It’s strange, the ways in which life surprises you. There’s a line I love from a Grateful Dead song called “Scarlet Begonias.” It goes:
Once in a while, you get shown the light, in the strangest of places, if you look at it right.
Man, right? That frickin’ line. We have to stay open. We have to let life surprise us, allow us to shine its light where it may.
For 16 years, I worked full-time as a ghostwriter. A ghostwriter, for the uninitiated, is a writer who writes material for other people who put their name on the final product. It’s their content; it’s your form. I never had an ethical problem with the work. Quite the contrary, I never felt comfortable taking the credit, as the concepts and ideas weren’t my own; they were the client’s. But I digress…
I did that job every day for 16 years (I still do it nowadays, boutique-style, for a small handful of select clients). For all those years, I was deep in it, daily, attending to microscopic details. Making deliveries. Making corrections. Getting it all just right.
And lunkhead that I am, it never occurred to me in all that time that I wasn’t really working as a ghostwriter; I was working as a psychic.
Think about it. The clients had material to express. They could give it to me in a myriad of ways: notes, outlines, phone calls, face-to-face meetings. I’d take that raw material and use it to craft something professional. If it was a book, it had to be of publishable quality. A script: produce-able. Speech: presentable. They brought the ingredients; I cooked the meal. They brought the notes; I made the music.
And no matter who they were, no matter the specific nature of their material, I always found myself dialing in on one key component:
The Emotion.
I was obsessed with identifying the correct emotion. That became my specialty, my stock in trade. So much so that on our company’s website, we even set ourselves apart from the competition by saying we’d (I’d) capture the EMOTION of their project. It’s a strange thing to market; it’s immaterial, abstract. I’d tell prospects on the phone that I’d be using my best intuition.
Strange.
But time and time again, it worked. The proof was in the pudding. They didn’t see the results; they felt them.

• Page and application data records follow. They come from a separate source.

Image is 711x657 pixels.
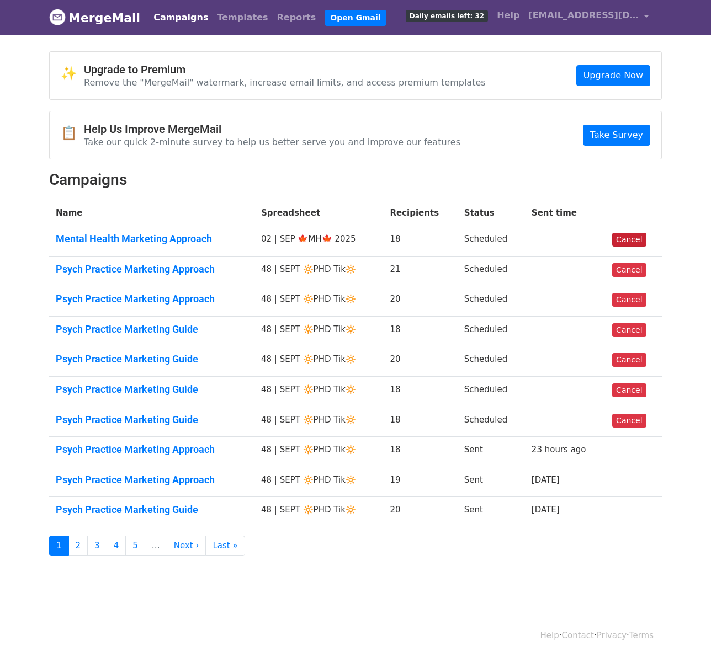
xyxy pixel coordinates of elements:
[492,4,524,26] a: Help
[457,256,525,286] td: Scheduled
[383,286,457,317] td: 20
[49,536,69,556] a: 1
[457,200,525,226] th: Status
[205,536,244,556] a: Last »
[383,226,457,257] td: 18
[612,293,646,307] a: Cancel
[84,63,486,76] h4: Upgrade to Premium
[49,200,254,226] th: Name
[149,7,212,29] a: Campaigns
[84,77,486,88] p: Remove the "MergeMail" watermark, increase email limits, and access premium templates
[612,414,646,428] a: Cancel
[56,233,248,245] a: Mental Health Marketing Approach
[457,346,525,377] td: Scheduled
[562,631,594,641] a: Contact
[540,631,559,641] a: Help
[49,170,662,189] h2: Campaigns
[254,497,383,527] td: 48 | SEPT 🔆PHD Tik🔆
[56,293,248,305] a: Psych Practice Marketing Approach
[61,125,84,141] span: 📋
[528,9,638,22] span: [EMAIL_ADDRESS][DOMAIN_NAME]
[383,467,457,497] td: 19
[457,377,525,407] td: Scheduled
[457,407,525,437] td: Scheduled
[212,7,272,29] a: Templates
[525,200,605,226] th: Sent time
[254,316,383,346] td: 48 | SEPT 🔆PHD Tik🔆
[254,286,383,317] td: 48 | SEPT 🔆PHD Tik🔆
[612,353,646,367] a: Cancel
[56,383,248,396] a: Psych Practice Marketing Guide
[531,475,559,485] a: [DATE]
[254,200,383,226] th: Spreadsheet
[106,536,126,556] a: 4
[254,256,383,286] td: 48 | SEPT 🔆PHD Tik🔆
[612,383,646,397] a: Cancel
[324,10,386,26] a: Open Gmail
[68,536,88,556] a: 2
[56,414,248,426] a: Psych Practice Marketing Guide
[383,346,457,377] td: 20
[457,437,525,467] td: Sent
[531,445,586,455] a: 23 hours ago
[655,604,711,657] iframe: Chat Widget
[457,226,525,257] td: Scheduled
[56,474,248,486] a: Psych Practice Marketing Approach
[254,467,383,497] td: 48 | SEPT 🔆PHD Tik🔆
[167,536,206,556] a: Next ›
[56,263,248,275] a: Psych Practice Marketing Approach
[583,125,650,146] a: Take Survey
[56,323,248,335] a: Psych Practice Marketing Guide
[612,263,646,277] a: Cancel
[406,10,488,22] span: Daily emails left: 32
[87,536,107,556] a: 3
[84,136,460,148] p: Take our quick 2-minute survey to help us better serve you and improve our features
[254,226,383,257] td: 02 | SEP 🍁MH🍁 2025
[383,377,457,407] td: 18
[84,122,460,136] h4: Help Us Improve MergeMail
[457,497,525,527] td: Sent
[612,323,646,337] a: Cancel
[612,233,646,247] a: Cancel
[254,407,383,437] td: 48 | SEPT 🔆PHD Tik🔆
[383,316,457,346] td: 18
[457,467,525,497] td: Sent
[629,631,653,641] a: Terms
[383,200,457,226] th: Recipients
[49,9,66,25] img: MergeMail logo
[56,353,248,365] a: Psych Practice Marketing Guide
[576,65,650,86] a: Upgrade Now
[531,505,559,515] a: [DATE]
[524,4,653,30] a: [EMAIL_ADDRESS][DOMAIN_NAME]
[49,6,140,29] a: MergeMail
[596,631,626,641] a: Privacy
[254,346,383,377] td: 48 | SEPT 🔆PHD Tik🔆
[401,4,492,26] a: Daily emails left: 32
[254,377,383,407] td: 48 | SEPT 🔆PHD Tik🔆
[383,407,457,437] td: 18
[383,437,457,467] td: 18
[56,504,248,516] a: Psych Practice Marketing Guide
[254,437,383,467] td: 48 | SEPT 🔆PHD Tik🔆
[457,286,525,317] td: Scheduled
[125,536,145,556] a: 5
[61,66,84,82] span: ✨
[56,444,248,456] a: Psych Practice Marketing Approach
[273,7,321,29] a: Reports
[383,256,457,286] td: 21
[457,316,525,346] td: Scheduled
[383,497,457,527] td: 20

How did this happen? There aren’t just several emotions. It’s not like I spun a wheel that landed on Happy, Sad, or Afraid. No, there are millions of emotions. Emotions are as varied as human beings. Every book you’ve ever read, every film you’ve ever watched – there’s a specific emotional, vibratory note emanating from it, which is the specific emotional intonation of the artist or artists who created it. It’s more than mere “tone,” though. It moves, it’s active.
And time and time again, I captured it. I couldn’t prove it. Neither could the client. But they’d call me saying, “Yes! That’s exactly what I wanted to say, but I couldn’t say it.”
They didn’t mean the mere words, some of which they’d no doubt provided. They meant the totality; the whole of how it went down; how the thing actually felt.
You know who didn’t like my work? People who feared emotion. Interestingly, this happened time and time again on science-fiction projects. I’d be crying while writing certain scenes, and those would be the first scenes they wanted to cut out. They deemed it silly. They were emotionally arrested dweebs.
All those years, I didn’t realize what was going on. I thought I was just a writer. I thought I was just interested in how things felt. I thought I was good at guessing at the client’s inner texture, the interior emotional state they sought to express. But how did I know that one speech client wanted witty humor while another wanted silly humor? How did I know that one Father of the Bride wanted the whole room crying with joy, while another wanted the whole room crying with nostalgia? The clients rarely could tell me these things directly; if they could, they wouldn’t have sought my services to begin with.
Later on, as my psychic abilities came online, I started doing free readings for friends and family. While practicing, I realized that I was doing exactly what I’d done while interviewing ghostwriting clients to tap into their projects’ substance: I was feeling into them, “reading” them, picking up on their vibe. Then as I went deeper into readings, I picked up more. Picked up people’s pasts, picked up their futures.
Then I realized I wasn’t a ghostwriter after all.